֭Ƶ will host Palestinian-American writer Naomi Shihab Nye on April 6 for the annual Thatcher Hoffman Smith Poetry Series.
The series, which is free to the public, includes a 10 a.m. reading and conversation and an 8 p.m. reading and Q&A session, preceded by a community open mic at 7 p.m. The events will be held in the Kerr McGee Auditorium of Meinders School of Business at NW 27 and McKinley Avenue.
Nye describes herself as a “wandering poet.” She has spent more than 40 years traveling the country and the world to lead writing workshops and inspiring students of all ages.
Nye was born to a Palestinian father and an American mother and grew up in St. Louis, Jerusalem and San Antonio. Drawing on her Palestinian-American heritage, the cultural diversity of her home in Texas, and her experiences traveling in Asia, Europe, Canada, Mexico and the Middle East, Nye uses her writing to attest to a concept of shared humanity.
She is the author or editor of several acclaimed books of poetry, collections of essays and fiction books, writing for audiences of both adults and children.
Series director Tracy Floreani expressed excitement about Nye’s return to ֭Ƶ.
“Naomi Shihab Nye was one of our first poets in the early years of the series, and we’ve been wanting to invite her back for a while,” Floreani said. “At a time of global crises and divisiveness, the timing of her visit couldn't be more perfect. Her public readings are full of warmth and encouragement, even as she engages difficult current events.”
For more information about this series and other literary-focused events at ֭Ƶ, visit www.okcu.edu/film-lit, call 405-208-5707 or send an email to [email protected].
The Center for Interpersonal Studies through Film & Literature is sponsoring the series with support from Oklahoma Humanities in collaboration with the Petree College of Arts and Sciences, the ֭Ƶ Department of English & Modern Languages, the Oklahoma Arts Institute at Quartz Mountain, the Oklahoma Writing Project and Full Circle Bookstore.
More about the poet:
Naomi Shihab Nye is the author and/or editor of more than 30 volumes. Her books of poetry for adults and children include “19 Varieties of Gazelle: Poems of the Middle East” (a finalist for the National Book Award), “A Maze Me: Poems for Girls,” “Red Suitcase,” “You & Yours” (a best-selling poetry book of 2006), “Honeybee” (awarded the 2008 Arab American Book Award in the Children’s/Young Adult category), “Cast Away: Poems for Our Time” (one of the Washington Post's best children’s books of 2020) and many more.
Her collections of essays include “Never in a Hurry” and “I’ll Ask You Three Times, Are You Okay? Tales of Driving and Being Driven.”
Her fiction books for young people include “Habibi,” “Going Going,” “There Is No Long Distance Now” and “The Turtle of Oman,” which was chosen a Horn Book Best Book of 2014, a 2015 Notable Children’s Book by the American Library Association and was awarded the 2015 Middle East Book Award for Youth Literature.
Nye has been a Lannan Fellow, a Guggenheim Fellow and a Witter Bynner Fellow (Library of Congress). She has received a Lavan Award from the Academy of American Poets, the Isabella Gardner Poetry Award, the Lee Bennett Hopkins Poetry Award, the Paterson Poetry Prize, four Pushcart Prizes, the Robert Creeley Prize and "The Betty Prize" from Poets House for service to poetry, and numerous honors for her children’s literature, including two Jane Addams Children’s Book Awards. In 2011 Nye won the Golden Rose Award given by the New England Poetry Club, the oldest poetry reading series in the country. Her work has been presented on National Public Radio on “A Prairie Home Companion” and “The Writer’s Almanac.” She has been featured on PBS poetry specials including “The Language of Life with Bill Moyers” and also appeared on “NOW with Bill Moyers.”
She is chancellor emeritus for the Academy of American Poets and was named the 2019-2021 Young People's Poet Laureate by the Poetry Foundation. In 2020 she was awarded the Ivan Sandrof Award for Lifetime Achievement by the National Book Critics Circle. She has been affiliated with The Michener Center for writers at the University of Texas at Austin for 20 years and teaches creative writing at Texas State University in San Marcos.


Task statement – Could you find every line in the entries below that holds the word "description" and copy it?

(Extracts from a graphics dataset)

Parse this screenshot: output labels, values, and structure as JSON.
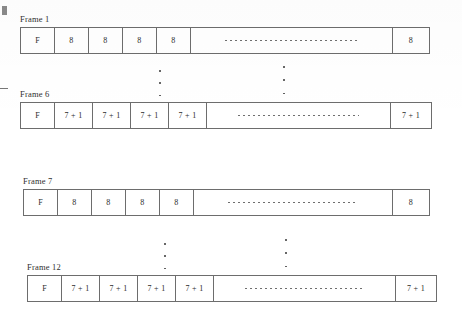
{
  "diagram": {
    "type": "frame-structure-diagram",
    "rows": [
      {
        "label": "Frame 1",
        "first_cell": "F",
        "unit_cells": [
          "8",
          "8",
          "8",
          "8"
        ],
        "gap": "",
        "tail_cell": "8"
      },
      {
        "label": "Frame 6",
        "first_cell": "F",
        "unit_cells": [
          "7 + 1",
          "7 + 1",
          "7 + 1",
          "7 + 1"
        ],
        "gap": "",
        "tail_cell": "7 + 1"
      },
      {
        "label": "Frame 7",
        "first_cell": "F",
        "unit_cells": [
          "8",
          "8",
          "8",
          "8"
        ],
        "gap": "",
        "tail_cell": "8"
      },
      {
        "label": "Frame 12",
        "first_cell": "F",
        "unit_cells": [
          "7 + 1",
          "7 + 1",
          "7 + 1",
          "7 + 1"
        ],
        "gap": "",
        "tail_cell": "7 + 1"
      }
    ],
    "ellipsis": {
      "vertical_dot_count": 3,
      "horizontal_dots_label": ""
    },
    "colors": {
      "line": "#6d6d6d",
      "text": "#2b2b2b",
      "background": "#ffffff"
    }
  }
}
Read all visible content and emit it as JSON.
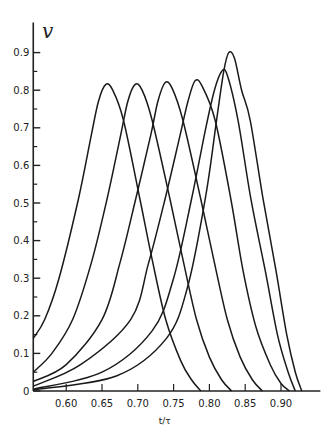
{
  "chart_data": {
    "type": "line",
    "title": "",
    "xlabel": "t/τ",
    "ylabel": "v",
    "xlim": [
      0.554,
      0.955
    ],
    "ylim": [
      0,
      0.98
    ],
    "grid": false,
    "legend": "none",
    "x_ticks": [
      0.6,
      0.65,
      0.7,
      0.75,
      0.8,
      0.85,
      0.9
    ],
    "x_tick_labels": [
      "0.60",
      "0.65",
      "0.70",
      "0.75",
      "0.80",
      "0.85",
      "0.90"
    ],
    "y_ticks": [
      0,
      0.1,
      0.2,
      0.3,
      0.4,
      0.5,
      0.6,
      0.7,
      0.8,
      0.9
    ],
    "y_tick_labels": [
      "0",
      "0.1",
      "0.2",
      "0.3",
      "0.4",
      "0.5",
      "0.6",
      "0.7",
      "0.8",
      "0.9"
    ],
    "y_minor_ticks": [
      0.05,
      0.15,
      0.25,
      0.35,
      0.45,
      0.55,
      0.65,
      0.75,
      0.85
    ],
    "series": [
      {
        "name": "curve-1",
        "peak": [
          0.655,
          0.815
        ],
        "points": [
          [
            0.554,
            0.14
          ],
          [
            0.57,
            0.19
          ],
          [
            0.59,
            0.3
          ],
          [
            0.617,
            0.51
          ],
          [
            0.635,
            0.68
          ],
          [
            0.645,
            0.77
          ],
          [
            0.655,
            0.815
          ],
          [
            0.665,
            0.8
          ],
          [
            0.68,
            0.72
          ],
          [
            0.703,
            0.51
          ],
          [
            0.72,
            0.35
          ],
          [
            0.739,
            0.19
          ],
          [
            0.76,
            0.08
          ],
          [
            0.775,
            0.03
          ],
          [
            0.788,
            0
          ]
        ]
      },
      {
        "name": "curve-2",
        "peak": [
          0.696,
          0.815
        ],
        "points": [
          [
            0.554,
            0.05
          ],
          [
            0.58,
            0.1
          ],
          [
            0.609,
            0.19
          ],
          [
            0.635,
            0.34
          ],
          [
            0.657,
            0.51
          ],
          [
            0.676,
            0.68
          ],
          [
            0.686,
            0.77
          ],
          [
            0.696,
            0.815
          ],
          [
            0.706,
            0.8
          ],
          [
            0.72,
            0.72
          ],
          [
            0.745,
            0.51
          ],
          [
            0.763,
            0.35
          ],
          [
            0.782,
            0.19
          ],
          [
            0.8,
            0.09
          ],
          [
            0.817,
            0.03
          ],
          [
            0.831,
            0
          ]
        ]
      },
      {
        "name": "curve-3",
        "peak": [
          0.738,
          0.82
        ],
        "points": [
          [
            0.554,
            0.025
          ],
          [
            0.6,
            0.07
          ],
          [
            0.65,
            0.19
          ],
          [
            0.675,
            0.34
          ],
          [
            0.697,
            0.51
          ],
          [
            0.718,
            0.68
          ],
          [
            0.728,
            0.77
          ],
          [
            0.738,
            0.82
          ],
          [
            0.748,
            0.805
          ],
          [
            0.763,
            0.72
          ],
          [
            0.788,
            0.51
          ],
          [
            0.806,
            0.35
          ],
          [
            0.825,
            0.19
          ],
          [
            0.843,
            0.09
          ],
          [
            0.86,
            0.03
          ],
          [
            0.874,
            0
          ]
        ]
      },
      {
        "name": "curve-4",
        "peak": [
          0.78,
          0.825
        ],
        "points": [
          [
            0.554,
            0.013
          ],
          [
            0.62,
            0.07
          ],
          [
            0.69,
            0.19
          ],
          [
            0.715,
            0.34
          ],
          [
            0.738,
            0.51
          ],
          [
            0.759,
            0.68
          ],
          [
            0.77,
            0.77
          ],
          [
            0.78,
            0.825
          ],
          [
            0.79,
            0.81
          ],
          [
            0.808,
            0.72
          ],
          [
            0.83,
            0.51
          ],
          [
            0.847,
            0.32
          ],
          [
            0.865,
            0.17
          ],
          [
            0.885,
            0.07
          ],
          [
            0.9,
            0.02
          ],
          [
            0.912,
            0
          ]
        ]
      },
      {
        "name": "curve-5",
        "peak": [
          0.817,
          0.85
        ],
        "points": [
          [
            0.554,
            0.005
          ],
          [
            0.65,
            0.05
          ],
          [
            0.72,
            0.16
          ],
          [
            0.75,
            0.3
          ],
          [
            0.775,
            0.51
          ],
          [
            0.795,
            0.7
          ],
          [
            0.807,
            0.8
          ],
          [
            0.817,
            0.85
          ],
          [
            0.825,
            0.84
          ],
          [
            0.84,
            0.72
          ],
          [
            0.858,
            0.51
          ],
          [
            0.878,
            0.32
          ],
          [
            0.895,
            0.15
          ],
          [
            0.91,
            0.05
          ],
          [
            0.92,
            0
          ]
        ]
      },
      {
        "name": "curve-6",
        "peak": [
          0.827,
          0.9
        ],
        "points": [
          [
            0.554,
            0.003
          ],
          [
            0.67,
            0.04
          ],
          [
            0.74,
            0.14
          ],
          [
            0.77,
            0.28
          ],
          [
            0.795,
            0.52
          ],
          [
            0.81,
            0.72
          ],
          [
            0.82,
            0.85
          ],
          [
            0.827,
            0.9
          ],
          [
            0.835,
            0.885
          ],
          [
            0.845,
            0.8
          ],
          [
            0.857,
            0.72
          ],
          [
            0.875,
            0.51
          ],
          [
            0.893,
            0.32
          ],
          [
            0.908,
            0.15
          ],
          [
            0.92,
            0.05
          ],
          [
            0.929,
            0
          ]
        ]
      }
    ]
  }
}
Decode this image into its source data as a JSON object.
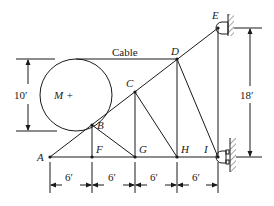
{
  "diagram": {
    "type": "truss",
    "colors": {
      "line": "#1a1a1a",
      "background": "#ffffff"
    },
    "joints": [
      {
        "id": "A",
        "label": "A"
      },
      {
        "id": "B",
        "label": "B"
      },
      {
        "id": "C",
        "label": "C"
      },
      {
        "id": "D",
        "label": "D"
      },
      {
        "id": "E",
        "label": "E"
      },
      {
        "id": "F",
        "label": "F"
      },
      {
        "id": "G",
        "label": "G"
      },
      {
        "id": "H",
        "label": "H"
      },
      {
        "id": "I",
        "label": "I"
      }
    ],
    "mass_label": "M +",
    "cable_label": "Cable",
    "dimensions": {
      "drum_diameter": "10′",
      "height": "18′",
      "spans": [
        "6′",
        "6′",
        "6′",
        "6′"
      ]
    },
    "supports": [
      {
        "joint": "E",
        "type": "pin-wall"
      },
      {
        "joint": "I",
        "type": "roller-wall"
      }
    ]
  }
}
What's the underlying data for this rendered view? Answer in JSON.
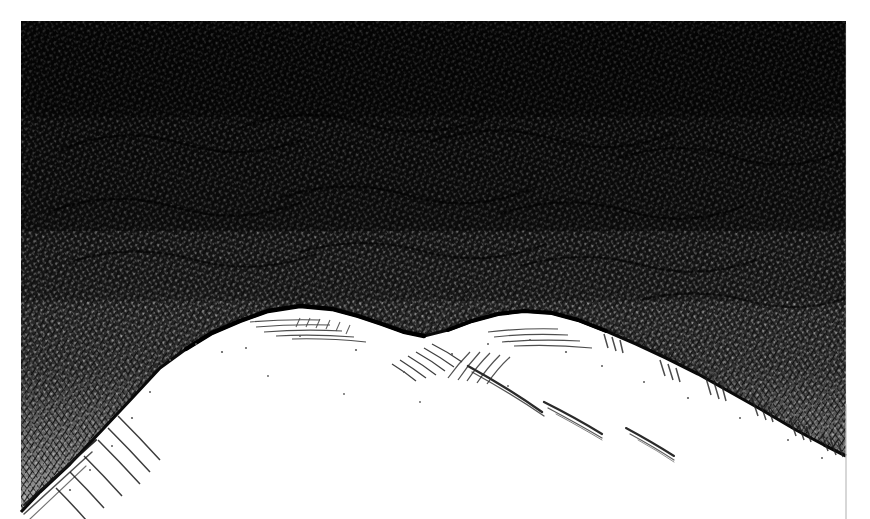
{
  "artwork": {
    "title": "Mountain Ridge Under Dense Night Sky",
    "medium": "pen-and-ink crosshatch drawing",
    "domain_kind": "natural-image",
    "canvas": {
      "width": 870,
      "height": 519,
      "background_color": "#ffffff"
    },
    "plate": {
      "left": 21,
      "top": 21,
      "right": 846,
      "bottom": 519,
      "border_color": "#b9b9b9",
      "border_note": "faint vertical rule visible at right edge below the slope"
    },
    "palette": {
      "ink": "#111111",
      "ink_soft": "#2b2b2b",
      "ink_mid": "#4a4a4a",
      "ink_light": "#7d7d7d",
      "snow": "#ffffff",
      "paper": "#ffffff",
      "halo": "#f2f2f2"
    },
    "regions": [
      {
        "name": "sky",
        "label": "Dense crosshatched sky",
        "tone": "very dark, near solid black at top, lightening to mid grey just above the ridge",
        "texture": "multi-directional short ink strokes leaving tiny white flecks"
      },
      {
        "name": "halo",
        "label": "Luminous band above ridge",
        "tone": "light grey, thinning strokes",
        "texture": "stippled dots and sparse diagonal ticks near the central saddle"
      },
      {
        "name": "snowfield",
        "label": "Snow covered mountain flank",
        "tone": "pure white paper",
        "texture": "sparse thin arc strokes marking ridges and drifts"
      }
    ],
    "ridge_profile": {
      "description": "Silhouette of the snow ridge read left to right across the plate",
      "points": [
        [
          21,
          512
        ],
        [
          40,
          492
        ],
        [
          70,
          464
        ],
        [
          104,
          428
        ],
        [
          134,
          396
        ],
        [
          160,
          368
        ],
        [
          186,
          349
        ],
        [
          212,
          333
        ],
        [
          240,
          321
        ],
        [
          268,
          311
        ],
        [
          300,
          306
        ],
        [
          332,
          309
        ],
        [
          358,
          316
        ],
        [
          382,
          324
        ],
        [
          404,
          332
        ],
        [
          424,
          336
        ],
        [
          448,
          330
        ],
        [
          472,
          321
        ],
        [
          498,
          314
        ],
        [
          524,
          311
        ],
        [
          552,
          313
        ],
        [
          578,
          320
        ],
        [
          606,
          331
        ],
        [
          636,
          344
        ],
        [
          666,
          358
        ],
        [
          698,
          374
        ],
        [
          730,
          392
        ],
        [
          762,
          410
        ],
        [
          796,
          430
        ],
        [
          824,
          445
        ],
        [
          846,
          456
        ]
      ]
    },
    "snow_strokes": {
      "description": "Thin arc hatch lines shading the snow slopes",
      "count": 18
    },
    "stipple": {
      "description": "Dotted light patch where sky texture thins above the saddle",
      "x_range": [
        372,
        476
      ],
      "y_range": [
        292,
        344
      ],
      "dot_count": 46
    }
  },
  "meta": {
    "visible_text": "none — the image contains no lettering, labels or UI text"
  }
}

Solution below –
      "description": "Silhouette of the snow ridge read left to right across the plate",
      "description": "Thin arc hatch lines shading the snow slopes",
      "description": "Dotted light patch where sky texture thins above the saddle",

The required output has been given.